The Pipeline

St. Jerome with skull on tableI have found a physical outlet for Royal Orders.. I’ve just sent the next book to Crushing Hearts Black Butterfly, the second of three Suicide novels for this arc. Yesterday, I began rereading the book I hope to submit next summer. Two sit in the can awaiting a round of revisions that will line them up with what’s already out there. The final volume, which is also the final Suicide novel, awaits more in-depth revision.

“How,” you may ask,” do you keep it all straight?”

It can be a challenge. Especially now as I go back and refresh the earlier books. The Amargosa Trilogy is receiving a complete line edit, new covers, and expanded material ahead of rerelease. So, I’m doing that. Next year’s project, aside from planning what’s next, involves rewriting two novellas involving Tishla into one coherent novel, followed by Douglas Best’s adventures with the Marilynists getting rolled into one. I still don’t know what to do with Broken Skies and Warped.

And then we have my obligations as Jim Winter. I’ve already talked about doing the next Holland Bay sequel as a NaNoWriMo project. That’s a lot of work for a 30-day writing sprint. But then Suicide Run was written in a month. So was Checkmate.

How do I do it?

For starters, writing and revising are not the same thing. Even when you’re writing new material for a book. I began Holland Bay in 2007. I subbed it to an agent in 2015, and made subsequent tweaks despite swearing off crime forever when it didn’t get across the transom. (Guess I got proven wrong, didn’t I?) But maybe the first 18 months was actually original work. I let it lie for a year and did a more focused rewrite after three years. That took the more common time to write a novel, about three months. I rewrote it again to narrow the focus. Then a reader pointed out its flaws. That rewrite took about six weeks. An agent who ultimately passed asked for more pointed revisions. That took a month. Line edits from Down & Out took a week.

Now I have one that needs an outline, one being prepped for an alpha reader, one going out to betas, and one sitting on Sarah Brandon Davis’s hard drive. Oh, and the second Holland Bay novel will come back for copy edit revisions somewhere in all that. Is that hard?

Other than the stupid writer’s trick of cramming 80-90K words into a month, not really. For starters, I’ve already done this several times. The books out with betas do not exist to me until I get the red ink back. Neither do the ones with editors. Only what I’m planning and what I’m currently revising count. In other words, what’s in front of me.

And I am one of those who believes the old saw of “Write everyday.” So, I do. I work on things you will never read and are for my own amusement, maybe a few others. I wrote the fictional memoir of a rock star character a few years back. You’ll never read it because, at some point, I’m going to delete everything I’ve ever written about him (except a short story that will show up in a Jim Winter collection eventually.) The same with some Star Trek stories written mainly to amuse myself. At this point, I really don’t need to find a replacement for alt.startrek.creative (Wow! Usenet! Boy, am I old!) to get in front of people because I’m writing original material.

And then there are the shorts. I have few, if any, scifi shorts out there, and a whole new crime fiction landscape has sprung up for Jim Winter to play in. So, I’m not hurting for original words.

But it is a juggling act. It’s possible.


**Exercise brief**
A word-for-word copy of the line containing "Decompose this screenshot" and every following line to the end of the data below is all the answer should hold.

=-=-=-=-=

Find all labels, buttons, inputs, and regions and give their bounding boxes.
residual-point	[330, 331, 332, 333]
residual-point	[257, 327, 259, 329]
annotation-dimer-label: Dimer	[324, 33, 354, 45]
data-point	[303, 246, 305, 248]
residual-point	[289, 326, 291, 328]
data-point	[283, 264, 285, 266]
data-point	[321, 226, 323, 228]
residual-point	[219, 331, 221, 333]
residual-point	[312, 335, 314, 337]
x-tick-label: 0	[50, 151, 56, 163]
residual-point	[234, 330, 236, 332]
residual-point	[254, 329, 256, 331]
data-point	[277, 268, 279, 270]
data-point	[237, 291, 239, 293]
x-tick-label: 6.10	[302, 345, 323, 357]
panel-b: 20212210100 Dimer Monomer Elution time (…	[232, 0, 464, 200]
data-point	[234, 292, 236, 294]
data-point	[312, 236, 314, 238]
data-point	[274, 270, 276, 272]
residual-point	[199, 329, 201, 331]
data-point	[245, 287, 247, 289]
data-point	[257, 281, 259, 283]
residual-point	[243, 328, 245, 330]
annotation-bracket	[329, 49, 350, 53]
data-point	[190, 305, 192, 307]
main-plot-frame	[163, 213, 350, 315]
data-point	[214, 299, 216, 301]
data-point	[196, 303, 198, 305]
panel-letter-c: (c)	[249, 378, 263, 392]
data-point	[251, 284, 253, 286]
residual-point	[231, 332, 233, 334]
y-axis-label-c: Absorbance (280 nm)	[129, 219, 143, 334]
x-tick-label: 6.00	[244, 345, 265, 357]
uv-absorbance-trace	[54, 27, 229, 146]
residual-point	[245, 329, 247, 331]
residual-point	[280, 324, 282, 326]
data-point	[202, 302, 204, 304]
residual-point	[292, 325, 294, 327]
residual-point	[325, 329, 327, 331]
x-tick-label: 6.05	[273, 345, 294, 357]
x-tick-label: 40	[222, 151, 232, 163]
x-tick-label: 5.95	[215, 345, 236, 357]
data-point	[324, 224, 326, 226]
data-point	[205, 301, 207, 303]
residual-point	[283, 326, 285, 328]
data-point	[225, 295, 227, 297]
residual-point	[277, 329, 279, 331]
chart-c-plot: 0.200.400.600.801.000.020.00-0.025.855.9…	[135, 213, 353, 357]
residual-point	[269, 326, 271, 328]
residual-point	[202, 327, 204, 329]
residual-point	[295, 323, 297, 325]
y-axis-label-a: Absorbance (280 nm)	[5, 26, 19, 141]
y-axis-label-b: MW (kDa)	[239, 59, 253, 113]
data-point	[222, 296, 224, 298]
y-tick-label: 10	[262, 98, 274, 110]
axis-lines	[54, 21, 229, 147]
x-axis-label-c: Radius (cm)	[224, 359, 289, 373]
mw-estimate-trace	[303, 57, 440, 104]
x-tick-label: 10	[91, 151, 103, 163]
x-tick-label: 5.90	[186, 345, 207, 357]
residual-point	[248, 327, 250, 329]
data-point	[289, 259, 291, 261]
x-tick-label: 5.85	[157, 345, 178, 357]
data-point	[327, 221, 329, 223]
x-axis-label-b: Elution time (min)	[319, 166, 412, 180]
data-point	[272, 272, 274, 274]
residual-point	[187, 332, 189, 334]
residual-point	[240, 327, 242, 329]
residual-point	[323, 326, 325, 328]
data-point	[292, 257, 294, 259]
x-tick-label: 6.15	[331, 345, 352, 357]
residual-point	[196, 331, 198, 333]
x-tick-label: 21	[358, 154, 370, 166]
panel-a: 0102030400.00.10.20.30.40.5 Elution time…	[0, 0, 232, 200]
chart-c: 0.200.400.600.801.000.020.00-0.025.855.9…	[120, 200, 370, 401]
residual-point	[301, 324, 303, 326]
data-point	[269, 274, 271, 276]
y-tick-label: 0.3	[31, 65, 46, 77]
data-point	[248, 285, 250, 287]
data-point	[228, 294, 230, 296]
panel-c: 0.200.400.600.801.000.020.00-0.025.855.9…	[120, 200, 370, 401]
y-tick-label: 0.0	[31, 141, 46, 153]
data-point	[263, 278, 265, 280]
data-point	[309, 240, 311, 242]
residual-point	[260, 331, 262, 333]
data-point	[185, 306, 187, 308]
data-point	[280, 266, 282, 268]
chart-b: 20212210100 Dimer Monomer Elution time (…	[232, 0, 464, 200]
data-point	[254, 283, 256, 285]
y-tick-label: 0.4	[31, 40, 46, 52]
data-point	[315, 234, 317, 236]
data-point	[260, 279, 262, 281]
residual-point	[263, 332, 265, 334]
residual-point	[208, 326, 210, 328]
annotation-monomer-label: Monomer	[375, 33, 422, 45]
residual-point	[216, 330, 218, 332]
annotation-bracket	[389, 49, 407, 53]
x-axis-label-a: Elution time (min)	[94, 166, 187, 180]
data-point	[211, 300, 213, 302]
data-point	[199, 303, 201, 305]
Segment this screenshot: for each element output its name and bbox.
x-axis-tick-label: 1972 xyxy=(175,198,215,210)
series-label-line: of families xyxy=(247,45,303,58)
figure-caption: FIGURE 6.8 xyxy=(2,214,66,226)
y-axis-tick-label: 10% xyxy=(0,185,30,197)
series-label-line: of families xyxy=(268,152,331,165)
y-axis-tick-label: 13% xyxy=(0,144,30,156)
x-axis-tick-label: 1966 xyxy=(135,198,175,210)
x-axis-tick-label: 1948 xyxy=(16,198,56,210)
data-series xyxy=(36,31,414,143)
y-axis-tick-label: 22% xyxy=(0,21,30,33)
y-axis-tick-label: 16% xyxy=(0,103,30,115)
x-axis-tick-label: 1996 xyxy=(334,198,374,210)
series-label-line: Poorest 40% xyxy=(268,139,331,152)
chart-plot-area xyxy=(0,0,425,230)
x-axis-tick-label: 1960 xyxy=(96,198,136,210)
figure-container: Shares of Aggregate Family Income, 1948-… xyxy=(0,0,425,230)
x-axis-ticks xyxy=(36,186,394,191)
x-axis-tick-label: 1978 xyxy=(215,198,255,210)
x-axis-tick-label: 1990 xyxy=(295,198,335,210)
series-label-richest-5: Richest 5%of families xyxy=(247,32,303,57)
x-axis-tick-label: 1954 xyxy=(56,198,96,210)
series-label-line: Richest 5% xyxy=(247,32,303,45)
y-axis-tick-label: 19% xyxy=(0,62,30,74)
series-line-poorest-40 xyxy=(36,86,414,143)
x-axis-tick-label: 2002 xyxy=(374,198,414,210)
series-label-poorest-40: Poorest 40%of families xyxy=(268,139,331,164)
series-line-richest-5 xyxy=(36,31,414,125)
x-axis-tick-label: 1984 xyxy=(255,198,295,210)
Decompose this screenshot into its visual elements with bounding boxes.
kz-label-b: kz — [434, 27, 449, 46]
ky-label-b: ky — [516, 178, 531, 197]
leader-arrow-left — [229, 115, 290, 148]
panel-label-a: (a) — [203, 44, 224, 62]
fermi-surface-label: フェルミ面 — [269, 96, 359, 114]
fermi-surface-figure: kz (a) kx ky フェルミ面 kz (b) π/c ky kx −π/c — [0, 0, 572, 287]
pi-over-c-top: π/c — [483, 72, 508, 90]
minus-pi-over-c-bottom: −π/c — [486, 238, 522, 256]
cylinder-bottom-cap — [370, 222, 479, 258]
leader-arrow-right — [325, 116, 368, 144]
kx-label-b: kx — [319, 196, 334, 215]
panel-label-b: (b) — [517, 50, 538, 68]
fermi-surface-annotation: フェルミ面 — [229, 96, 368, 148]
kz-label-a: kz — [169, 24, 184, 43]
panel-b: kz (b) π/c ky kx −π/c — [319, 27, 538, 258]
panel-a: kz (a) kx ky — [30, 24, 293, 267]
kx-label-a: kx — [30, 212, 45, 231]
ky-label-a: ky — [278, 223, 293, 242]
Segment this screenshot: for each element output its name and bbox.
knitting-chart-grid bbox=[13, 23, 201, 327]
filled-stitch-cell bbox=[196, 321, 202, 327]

=-=-=-=-=

**Response for this exercise**
Decompose this screenshot into its visual elements with bounding boxes.
kz-label-b: kz — [434, 27, 449, 46]
ky-label-b: ky — [516, 178, 531, 197]
leader-arrow-left — [229, 115, 290, 148]
panel-label-a: (a) — [203, 44, 224, 62]
fermi-surface-label: フェルミ面 — [269, 96, 359, 114]
fermi-surface-figure: kz (a) kx ky フェルミ面 kz (b) π/c ky kx −π/c — [0, 0, 572, 287]
pi-over-c-top: π/c — [483, 72, 508, 90]
minus-pi-over-c-bottom: −π/c — [486, 238, 522, 256]
cylinder-bottom-cap — [370, 222, 479, 258]
leader-arrow-right — [325, 116, 368, 144]
kx-label-b: kx — [319, 196, 334, 215]
panel-label-b: (b) — [517, 50, 538, 68]
fermi-surface-annotation: フェルミ面 — [229, 96, 368, 148]
kz-label-a: kz — [169, 24, 184, 43]
panel-b: kz (b) π/c ky kx −π/c — [319, 27, 538, 258]
panel-a: kz (a) kx ky — [30, 24, 293, 267]
kx-label-a: kx — [30, 212, 45, 231]
ky-label-a: ky — [278, 223, 293, 242]
Segment this screenshot: for each element output its name and bbox.
knitting-chart-grid bbox=[13, 23, 201, 327]
filled-stitch-cell bbox=[196, 321, 202, 327]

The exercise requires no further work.